M4 Carbine Still Sucks

WWS pal and frequent DAILY STANDARD contributor Christian Lowe had an excellent piece on the M4 Carbine at Military.com on Wednesday. The crux of it:

The primary weapon carried by most soldiers into battle in Iraq andAfghanistan performed the worst in a recent series of tests designed to see how it stacked up against three other top carbines in sandy environments. After firing 6,000 rounds through ten M4s in a dust chamber at the Army’s Aberdeen test center in Maryland this fall, the weapons experienced a total of 863 minor stoppages and 19 that would have required the armorer to fix the problem. Stacked up against the M4 during the side-by-side tests were two other weapons popular with special operations forces, including the Heckler and Koch 416 and the FN USA Special Operations Combat Assault Rifle, or Mk16…. “This isn’t brain surgery — a rifle needs to do three things: shoot when you pull the trigger, put bullets where you aim them and deliver enough energy to stop what’s attacking you,” the staffer told Military.com in an email. “If the M4 can’t be depended on to shoot then everything else is irrelevant.” The staffer offered a different perspective of how to view the Army’s result. If you look at the numbers, he reasoned, the M4’s 882 total stoppages averages out to a jam every 68 rounds. There are about 30 rounds per magazine in the M4.

Lowe also notes “some grumbling about the stopping power of its 5.56mm round.” Since Mogadishu, the M4 has been criticized for its lack of stopping power (“Like stabbing a guy with an icepick”) which was detailed in Black Hawk Down, among other places. Little known fact: with the exception of the Browning Automatic Rifle and the M1 Garand Rifle, U.S. infantry weapons have uniformly sucked since the end of the First World War. Almost every decent weapon we have or have ever fielded is in fact derivative of some foreign weapon. The M249 SAW, for instance, is a Belgian FN Minimi. The M60 machinegun is a dumbed-down version of the German MG42 (a weapon that was panned by Aberdeen Proving Ground back in 1943–after it had killed about 10,000 American troops in North Africa and Sicily). I don’t know what it is, but there is something about the Army’s small arms development process that promotes mediocrity.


_DIRECTIONS FOR THIS TASK:_
Could you retype every entry below exactly as written?

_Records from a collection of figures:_
|---|

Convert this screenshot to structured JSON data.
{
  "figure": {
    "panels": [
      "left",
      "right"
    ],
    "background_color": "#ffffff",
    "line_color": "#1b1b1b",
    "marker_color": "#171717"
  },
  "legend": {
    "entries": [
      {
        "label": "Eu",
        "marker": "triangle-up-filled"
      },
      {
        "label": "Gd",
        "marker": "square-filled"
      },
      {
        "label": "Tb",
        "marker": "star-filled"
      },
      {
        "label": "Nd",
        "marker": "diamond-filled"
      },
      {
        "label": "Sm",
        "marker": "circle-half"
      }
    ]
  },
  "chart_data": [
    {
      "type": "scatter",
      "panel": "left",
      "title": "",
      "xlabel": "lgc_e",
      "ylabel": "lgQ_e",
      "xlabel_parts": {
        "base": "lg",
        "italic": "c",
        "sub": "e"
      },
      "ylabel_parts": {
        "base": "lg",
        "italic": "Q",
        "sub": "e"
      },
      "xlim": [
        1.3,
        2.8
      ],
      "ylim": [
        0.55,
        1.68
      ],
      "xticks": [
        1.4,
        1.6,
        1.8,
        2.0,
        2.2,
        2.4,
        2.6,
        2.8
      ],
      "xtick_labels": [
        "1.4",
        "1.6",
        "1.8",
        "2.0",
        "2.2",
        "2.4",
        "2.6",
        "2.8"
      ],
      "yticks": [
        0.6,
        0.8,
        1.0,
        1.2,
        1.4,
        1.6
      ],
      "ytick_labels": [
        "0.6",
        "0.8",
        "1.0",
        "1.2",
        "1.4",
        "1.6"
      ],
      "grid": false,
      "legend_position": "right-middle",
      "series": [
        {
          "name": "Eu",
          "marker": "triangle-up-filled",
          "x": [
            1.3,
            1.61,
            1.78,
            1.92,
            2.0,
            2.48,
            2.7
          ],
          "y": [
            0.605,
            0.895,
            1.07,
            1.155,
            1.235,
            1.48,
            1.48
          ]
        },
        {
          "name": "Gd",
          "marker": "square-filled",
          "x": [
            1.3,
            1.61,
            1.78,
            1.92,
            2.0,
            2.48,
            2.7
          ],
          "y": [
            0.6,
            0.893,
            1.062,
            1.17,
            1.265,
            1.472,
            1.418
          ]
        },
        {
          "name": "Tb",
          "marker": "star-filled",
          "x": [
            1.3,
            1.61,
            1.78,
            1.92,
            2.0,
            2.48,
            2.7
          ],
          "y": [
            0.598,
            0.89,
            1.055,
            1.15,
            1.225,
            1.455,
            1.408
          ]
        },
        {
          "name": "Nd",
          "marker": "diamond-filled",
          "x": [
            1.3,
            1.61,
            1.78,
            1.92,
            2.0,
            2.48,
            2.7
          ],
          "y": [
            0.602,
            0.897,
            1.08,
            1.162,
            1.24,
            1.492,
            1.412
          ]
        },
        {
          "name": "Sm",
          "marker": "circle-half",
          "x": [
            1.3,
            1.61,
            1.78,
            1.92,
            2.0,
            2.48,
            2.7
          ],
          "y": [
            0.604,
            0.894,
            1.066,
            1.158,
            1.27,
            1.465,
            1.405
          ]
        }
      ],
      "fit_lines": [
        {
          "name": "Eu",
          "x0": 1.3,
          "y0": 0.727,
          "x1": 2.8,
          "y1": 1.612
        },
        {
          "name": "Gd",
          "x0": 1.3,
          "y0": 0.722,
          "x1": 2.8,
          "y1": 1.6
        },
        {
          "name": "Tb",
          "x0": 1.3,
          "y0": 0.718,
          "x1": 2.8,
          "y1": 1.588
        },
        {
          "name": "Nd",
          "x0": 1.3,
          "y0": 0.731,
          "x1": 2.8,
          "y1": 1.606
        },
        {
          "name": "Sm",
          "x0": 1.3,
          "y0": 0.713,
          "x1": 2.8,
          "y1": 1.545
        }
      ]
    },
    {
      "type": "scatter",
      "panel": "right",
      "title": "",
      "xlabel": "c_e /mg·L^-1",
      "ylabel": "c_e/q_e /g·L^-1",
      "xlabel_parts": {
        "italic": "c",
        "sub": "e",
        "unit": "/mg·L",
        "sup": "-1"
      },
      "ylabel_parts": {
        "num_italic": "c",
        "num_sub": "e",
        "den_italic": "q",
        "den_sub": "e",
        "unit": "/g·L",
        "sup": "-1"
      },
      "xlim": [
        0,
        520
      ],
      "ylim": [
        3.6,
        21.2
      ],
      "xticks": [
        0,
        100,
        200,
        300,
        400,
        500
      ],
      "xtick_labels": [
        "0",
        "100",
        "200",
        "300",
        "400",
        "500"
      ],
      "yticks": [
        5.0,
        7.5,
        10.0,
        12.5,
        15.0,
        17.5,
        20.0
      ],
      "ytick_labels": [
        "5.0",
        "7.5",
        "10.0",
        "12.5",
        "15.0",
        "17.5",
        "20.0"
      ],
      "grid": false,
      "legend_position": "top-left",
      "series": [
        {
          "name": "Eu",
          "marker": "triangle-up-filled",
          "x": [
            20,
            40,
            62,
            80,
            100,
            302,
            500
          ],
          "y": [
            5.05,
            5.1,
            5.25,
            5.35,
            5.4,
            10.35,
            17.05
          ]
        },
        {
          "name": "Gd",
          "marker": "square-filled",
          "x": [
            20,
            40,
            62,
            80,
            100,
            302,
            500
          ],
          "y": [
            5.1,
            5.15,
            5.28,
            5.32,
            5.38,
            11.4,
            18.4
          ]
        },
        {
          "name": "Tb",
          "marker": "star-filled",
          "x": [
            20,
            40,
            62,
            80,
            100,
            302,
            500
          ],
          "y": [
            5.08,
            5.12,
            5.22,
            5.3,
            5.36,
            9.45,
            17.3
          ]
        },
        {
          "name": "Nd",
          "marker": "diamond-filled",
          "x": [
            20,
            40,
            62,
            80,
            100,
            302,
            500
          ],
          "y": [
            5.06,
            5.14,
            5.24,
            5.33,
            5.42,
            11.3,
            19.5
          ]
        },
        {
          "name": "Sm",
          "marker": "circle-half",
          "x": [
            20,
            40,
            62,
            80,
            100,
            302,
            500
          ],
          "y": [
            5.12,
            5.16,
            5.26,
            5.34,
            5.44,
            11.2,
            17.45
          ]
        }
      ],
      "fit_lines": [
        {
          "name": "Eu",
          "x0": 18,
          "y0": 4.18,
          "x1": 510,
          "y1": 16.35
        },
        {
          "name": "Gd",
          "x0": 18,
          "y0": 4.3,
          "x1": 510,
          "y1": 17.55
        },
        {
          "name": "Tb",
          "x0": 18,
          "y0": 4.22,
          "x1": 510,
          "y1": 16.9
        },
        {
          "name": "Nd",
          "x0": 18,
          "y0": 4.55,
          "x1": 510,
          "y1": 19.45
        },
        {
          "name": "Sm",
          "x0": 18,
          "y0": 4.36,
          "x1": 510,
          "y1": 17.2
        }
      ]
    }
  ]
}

|---|

_RESULT FOR THIS EXERCISE:_
Convert this screenshot to structured JSON data.
{
  "figure": {
    "panels": [
      "left",
      "right"
    ],
    "background_color": "#ffffff",
    "line_color": "#1b1b1b",
    "marker_color": "#171717"
  },
  "legend": {
    "entries": [
      {
        "label": "Eu",
        "marker": "triangle-up-filled"
      },
      {
        "label": "Gd",
        "marker": "square-filled"
      },
      {
        "label": "Tb",
        "marker": "star-filled"
      },
      {
        "label": "Nd",
        "marker": "diamond-filled"
      },
      {
        "label": "Sm",
        "marker": "circle-half"
      }
    ]
  },
  "chart_data": [
    {
      "type": "scatter",
      "panel": "left",
      "title": "",
      "xlabel": "lgc_e",
      "ylabel": "lgQ_e",
      "xlabel_parts": {
        "base": "lg",
        "italic": "c",
        "sub": "e"
      },
      "ylabel_parts": {
        "base": "lg",
        "italic": "Q",
        "sub": "e"
      },
      "xlim": [
        1.3,
        2.8
      ],
      "ylim": [
        0.55,
        1.68
      ],
      "xticks": [
        1.4,
        1.6,
        1.8,
        2.0,
        2.2,
        2.4,
        2.6,
        2.8
      ],
      "xtick_labels": [
        "1.4",
        "1.6",
        "1.8",
        "2.0",
        "2.2",
        "2.4",
        "2.6",
        "2.8"
      ],
      "yticks": [
        0.6,
        0.8,
        1.0,
        1.2,
        1.4,
        1.6
      ],
      "ytick_labels": [
        "0.6",
        "0.8",
        "1.0",
        "1.2",
        "1.4",
        "1.6"
      ],
      "grid": false,
      "legend_position": "right-middle",
      "series": [
        {
          "name": "Eu",
          "marker": "triangle-up-filled",
          "x": [
            1.3,
            1.61,
            1.78,
            1.92,
            2.0,
            2.48,
            2.7
          ],
          "y": [
            0.605,
            0.895,
            1.07,
            1.155,
            1.235,
            1.48,
            1.48
          ]
        },
        {
          "name": "Gd",
          "marker": "square-filled",
          "x": [
            1.3,
            1.61,
            1.78,
            1.92,
            2.0,
            2.48,
            2.7
          ],
          "y": [
            0.6,
            0.893,
            1.062,
            1.17,
            1.265,
            1.472,
            1.418
          ]
        },
        {
          "name": "Tb",
          "marker": "star-filled",
          "x": [
            1.3,
            1.61,
            1.78,
            1.92,
            2.0,
            2.48,
            2.7
          ],
          "y": [
            0.598,
            0.89,
            1.055,
            1.15,
            1.225,
            1.455,
            1.408
          ]
        },
        {
          "name": "Nd",
          "marker": "diamond-filled",
          "x": [
            1.3,
            1.61,
            1.78,
            1.92,
            2.0,
            2.48,
            2.7
          ],
          "y": [
            0.602,
            0.897,
            1.08,
            1.162,
            1.24,
            1.492,
            1.412
          ]
        },
        {
          "name": "Sm",
          "marker": "circle-half",
          "x": [
            1.3,
            1.61,
            1.78,
            1.92,
            2.0,
            2.48,
            2.7
          ],
          "y": [
            0.604,
            0.894,
            1.066,
            1.158,
            1.27,
            1.465,
            1.405
          ]
        }
      ],
      "fit_lines": [
        {
          "name": "Eu",
          "x0": 1.3,
          "y0": 0.727,
          "x1": 2.8,
          "y1": 1.612
        },
        {
          "name": "Gd",
          "x0": 1.3,
          "y0": 0.722,
          "x1": 2.8,
          "y1": 1.6
        },
        {
          "name": "Tb",
          "x0": 1.3,
          "y0": 0.718,
          "x1": 2.8,
          "y1": 1.588
        },
        {
          "name": "Nd",
          "x0": 1.3,
          "y0": 0.731,
          "x1": 2.8,
          "y1": 1.606
        },
        {
          "name": "Sm",
          "x0": 1.3,
          "y0": 0.713,
          "x1": 2.8,
          "y1": 1.545
        }
      ]
    },
    {
      "type": "scatter",
      "panel": "right",
      "title": "",
      "xlabel": "c_e /mg·L^-1",
      "ylabel": "c_e/q_e /g·L^-1",
      "xlabel_parts": {
        "italic": "c",
        "sub": "e",
        "unit": "/mg·L",
        "sup": "-1"
      },
      "ylabel_parts": {
        "num_italic": "c",
        "num_sub": "e",
        "den_italic": "q",
        "den_sub": "e",
        "unit": "/g·L",
        "sup": "-1"
      },
      "xlim": [
        0,
        520
      ],
      "ylim": [
        3.6,
        21.2
      ],
      "xticks": [
        0,
        100,
        200,
        300,
        400,
        500
      ],
      "xtick_labels": [
        "0",
        "100",
        "200",
        "300",
        "400",
        "500"
      ],
      "yticks": [
        5.0,
        7.5,
        10.0,
        12.5,
        15.0,
        17.5,
        20.0
      ],
      "ytick_labels": [
        "5.0",
        "7.5",
        "10.0",
        "12.5",
        "15.0",
        "17.5",
        "20.0"
      ],
      "grid": false,
      "legend_position": "top-left",
      "series": [
        {
          "name": "Eu",
          "marker": "triangle-up-filled",
          "x": [
            20,
            40,
            62,
            80,
            100,
            302,
            500
          ],
          "y": [
            5.05,
            5.1,
            5.25,
            5.35,
            5.4,
            10.35,
            17.05
          ]
        },
        {
          "name": "Gd",
          "marker": "square-filled",
          "x": [
            20,
            40,
            62,
            80,
            100,
            302,
            500
          ],
          "y": [
            5.1,
            5.15,
            5.28,
            5.32,
            5.38,
            11.4,
            18.4
          ]
        },
        {
          "name": "Tb",
          "marker": "star-filled",
          "x": [
            20,
            40,
            62,
            80,
            100,
            302,
            500
          ],
          "y": [
            5.08,
            5.12,
            5.22,
            5.3,
            5.36,
            9.45,
            17.3
          ]
        },
        {
          "name": "Nd",
          "marker": "diamond-filled",
          "x": [
            20,
            40,
            62,
            80,
            100,
            302,
            500
          ],
          "y": [
            5.06,
            5.14,
            5.24,
            5.33,
            5.42,
            11.3,
            19.5
          ]
        },
        {
          "name": "Sm",
          "marker": "circle-half",
          "x": [
            20,
            40,
            62,
            80,
            100,
            302,
            500
          ],
          "y": [
            5.12,
            5.16,
            5.26,
            5.34,
            5.44,
            11.2,
            17.45
          ]
        }
      ],
      "fit_lines": [
        {
          "name": "Eu",
          "x0": 18,
          "y0": 4.18,
          "x1": 510,
          "y1": 16.35
        },
        {
          "name": "Gd",
          "x0": 18,
          "y0": 4.3,
          "x1": 510,
          "y1": 17.55
        },
        {
          "name": "Tb",
          "x0": 18,
          "y0": 4.22,
          "x1": 510,
          "y1": 16.9
        },
        {
          "name": "Nd",
          "x0": 18,
          "y0": 4.55,
          "x1": 510,
          "y1": 19.45
        },
        {
          "name": "Sm",
          "x0": 18,
          "y0": 4.36,
          "x1": 510,
          "y1": 17.2
        }
      ]
    }
  ]
}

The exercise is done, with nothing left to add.